I normally don't care much for the median Hacker News commenter (if me calling it Orange Reddit didn't already give that away), but I do find them to be a useful barometer for general sentiment in the tech industry. And a few months ago I would have said roughly 60% of HN users were AI believers/enthusiasts, 20% neutral or unsure, and 20% anti/negative. Anthropic's antics over the last few months (and Sam Altman's antics for his entire life) seem to have soured their views significantly, and I see this as a big sign of a sea change in sentiment about AI in the tech industry.

At least for me personally, I just hope this leads to less retarded mandates from my higher-ups about using AI X times a month etc. (we're literally tracked on usage and it can affect our raises/bonuses).

For everyone here, nut perhaps especially the AGI believers, have your feelings changed at all over the last few months?

I don't really see what this is supposed to prove one way or the other. You are still stuck in the timescale framing of the most fervent AI bros. Opus 4.6 came out in February, 2 months ago. So what if Opus 4.7 is not a revolutionary upgrade? If AI were truly stagnant, we won't really find out until someone posts in 2028 that Opus 6.7 is only a marginal upgrade over Opus 4.7.

I think you misunderstand my argument. I'm not arguing that AGI is impossible based on this (though I don't believe it's possible). I'm arguing that this is a strong sign that VC money is drying up before they could ever conceivably achieve AGI (even if it is possible).

Anthropic raised $30 billion two months ago, their problem isn’t lack of money. All the VC money in the world won’t solve a bad engineering culture.

Sure, but they're on track to burn $11 billion this year in expenses, and more in the future, so that's not going to last too long

$11 billion this year in expenses

...and $14 billion in revenue assuming zero growth. Or closer to $35B if their 10x/yr trajectory continues.

If that were the end of the story it wouldn't be an issue. It's that it evidently uses significantly more computing power than the performance improvement would suggest, raising the spectre of rapidly diminishing returns.

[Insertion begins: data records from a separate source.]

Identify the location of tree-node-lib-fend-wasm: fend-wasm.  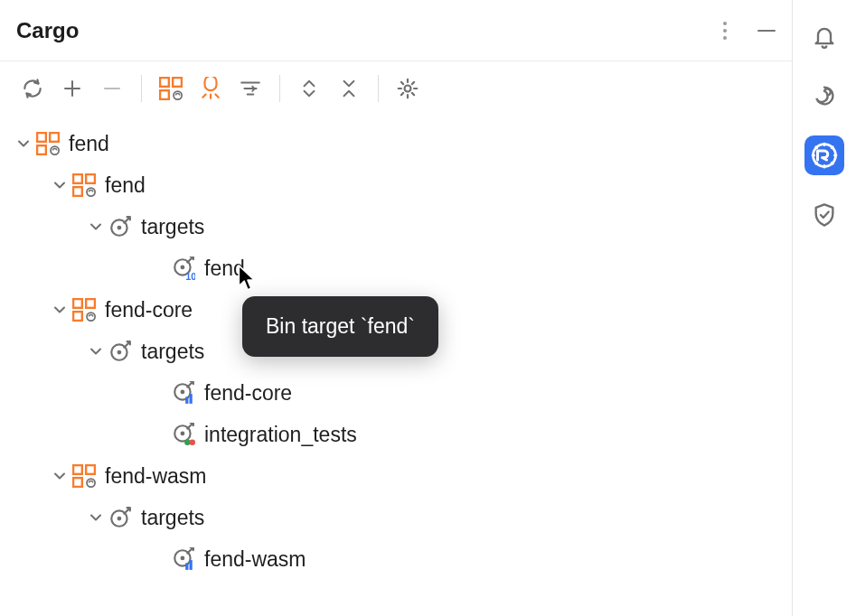
(396, 559).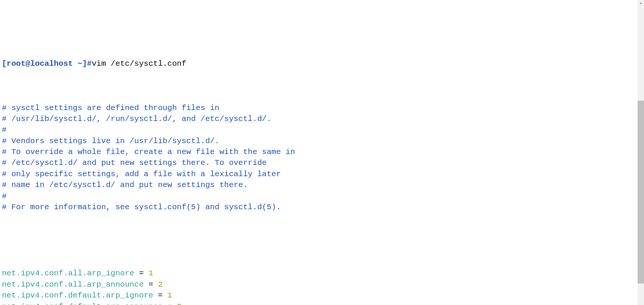 Image resolution: width=644 pixels, height=305 pixels. I want to click on sysctl-key: net.ipv4.conf.default.arp_ignore, so click(77, 295).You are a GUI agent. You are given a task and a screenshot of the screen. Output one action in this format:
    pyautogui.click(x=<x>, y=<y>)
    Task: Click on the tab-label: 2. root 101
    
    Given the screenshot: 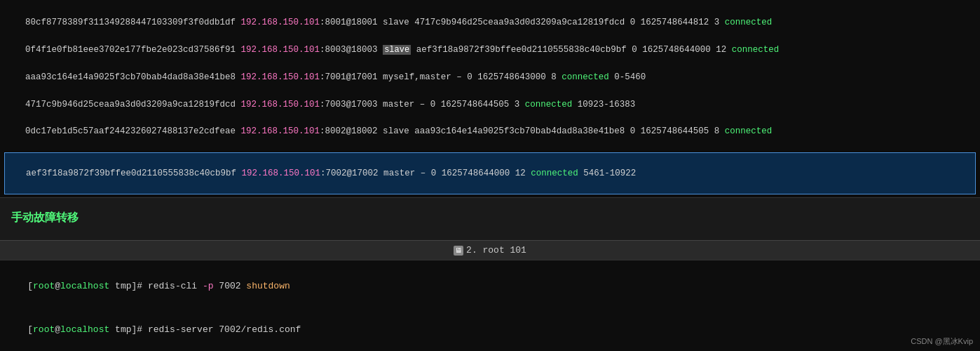 What is the action you would take?
    pyautogui.click(x=496, y=250)
    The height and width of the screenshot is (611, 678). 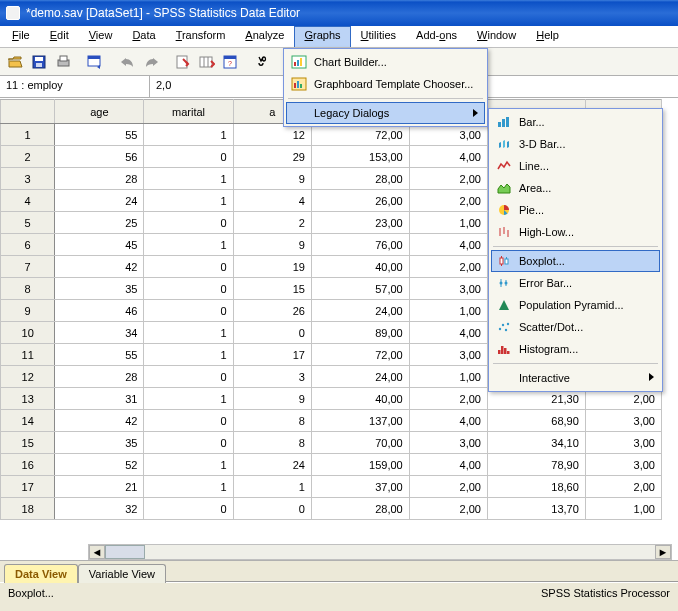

It seems to me this also has financial implications. If you are paying per token, and the model's benchmark performance increases slightly, but its token cost to reach those higher benchmarks increases tremendously, suddenly you're paying a lot more to do, at best, slightly more.

If Anthropic is making margin on the token cost, then this is an improvement from their financial point of view, right?